Input for this task Start Marker
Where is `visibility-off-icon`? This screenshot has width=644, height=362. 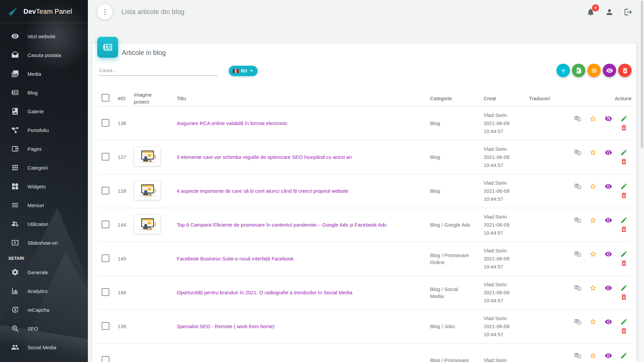
visibility-off-icon is located at coordinates (608, 119).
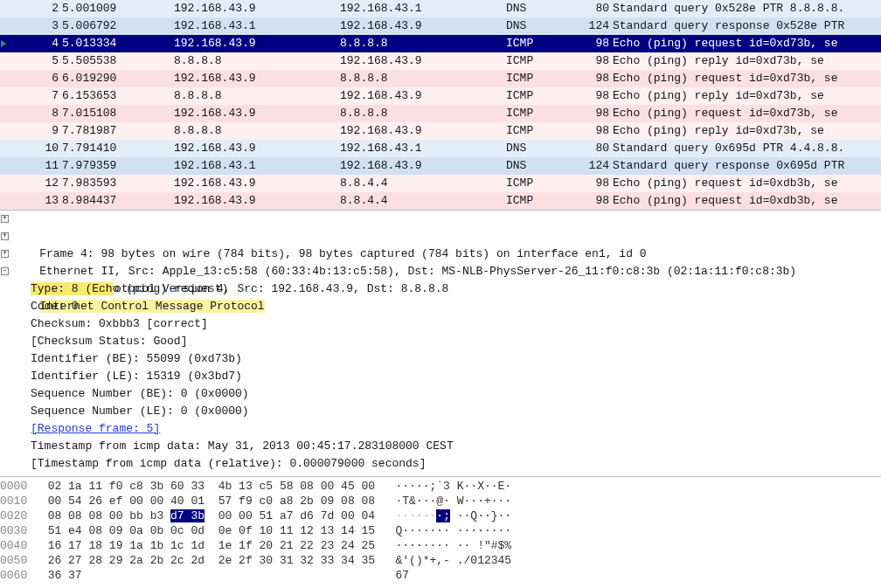  What do you see at coordinates (440, 114) in the screenshot?
I see `packet-row: 87.015108192.168.43.98.8.8.8ICMP98Echo (…` at bounding box center [440, 114].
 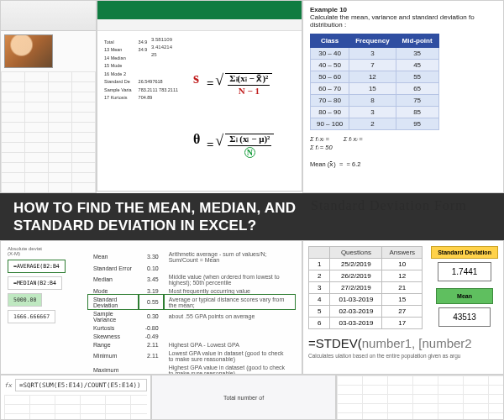 I want to click on banner-line1: HOW TO FIND THE MEAN, MEDIAN, AND, so click(x=155, y=208).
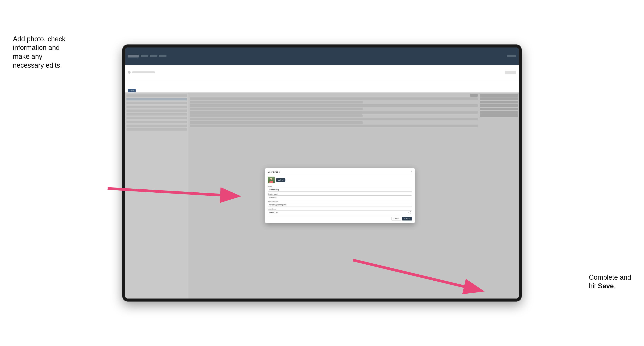 Image resolution: width=644 pixels, height=346 pixels. Describe the element at coordinates (410, 213) in the screenshot. I see `chevron-down-icon: ▼` at that location.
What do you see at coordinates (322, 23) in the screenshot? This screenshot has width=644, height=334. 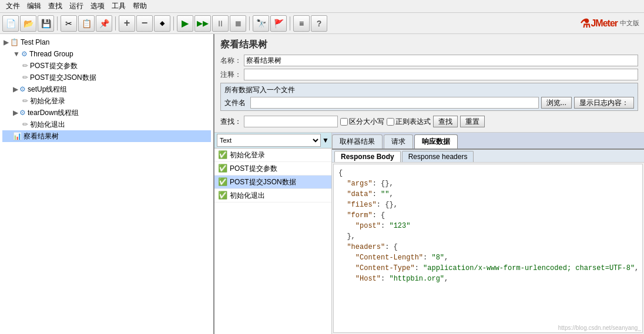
Input for this task End Marker
→ Exercise objective
Please write out all the entries above exactly, but leave out the pictures.

→ Response below
Where is `visibility-off-icon`? This screenshot has width=644, height=362. 
visibility-off-icon is located at coordinates (608, 119).
  What do you see at coordinates (440, 114) in the screenshot?
I see `packet-row: 87.015108192.168.43.98.8.8.8ICMP98Echo (…` at bounding box center [440, 114].
  I want to click on banner-line1: HOW TO FIND THE MEAN, MEDIAN, AND, so click(x=155, y=208).
 Image resolution: width=644 pixels, height=346 pixels. Describe the element at coordinates (410, 213) in the screenshot. I see `chevron-down-icon: ▼` at that location.
What do you see at coordinates (322, 23) in the screenshot? This screenshot has width=644, height=334. 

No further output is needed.